On a typical day, a given store saw a temporary price increase for 0.005 percent of its products before and 0.0056 percent of its products after it started using digital price labels, a nearly negligible difference, and price surging was basically nonexistent before electronic shelf labels, and it stayed nonexistent with the labels. The reasons behind this restraint are fascinating. Grocery stores make thin margins on individual items and rely heavily on customer loyalty, and raising prices unexpectedly, even on a single item, risks alienating shoppers and sending them to competitors. Retailers, it seems, understand that trust is more valuable than short-term profit squeezes.
The Future of Your Grocery Bill Hangs in the Balance

Still, just because retailers aren’t currently exploiting this technology doesn’t mean they never will. Overall, three quarters of all grocery items were offered at varying prices, and researchers told ABC News that Instacart has been using AI to run pricing experiments on millions of shoppers, testing how much stores can raise prices before customers remove an item from their cart or switch to another store. Companies are absolutely testing the limits of what consumers will tolerate.
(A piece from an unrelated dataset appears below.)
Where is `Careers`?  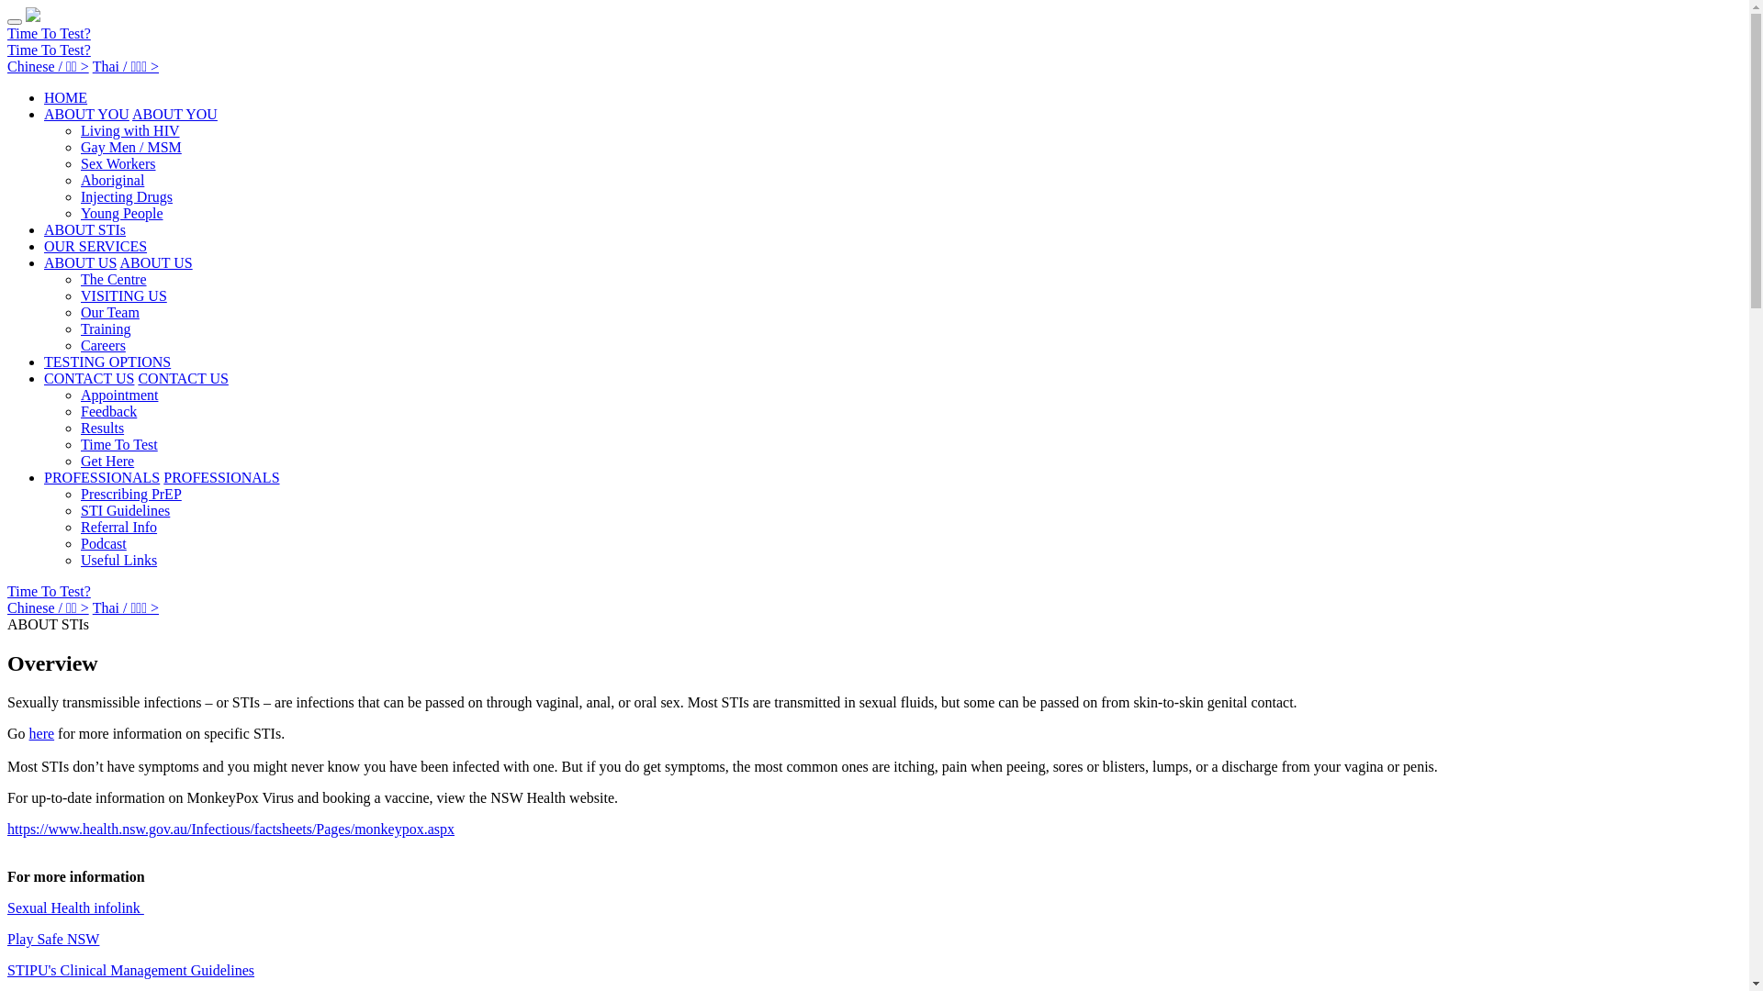 Careers is located at coordinates (103, 345).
A 2023 survey revealed that 52% of U.S. consumers associate dynamic pricing with price gouging, highlighting the reputational risks of perceived unfairness. That’s more than half of shoppers already viewing this technology with deep skepticism. The infrastructure is now in place for instant price changes across thousands of stores. What retailers choose to do with that power, and whether regulators step in to set boundaries, will determine whether your grocery bill stays predictable or becomes as volatile as an Uber fare on New Year’s Eve. The technology isn’t going away. How it gets used is still being decided, and honestly, that should make all of us pay closer attention every time we reach for that carton of milk.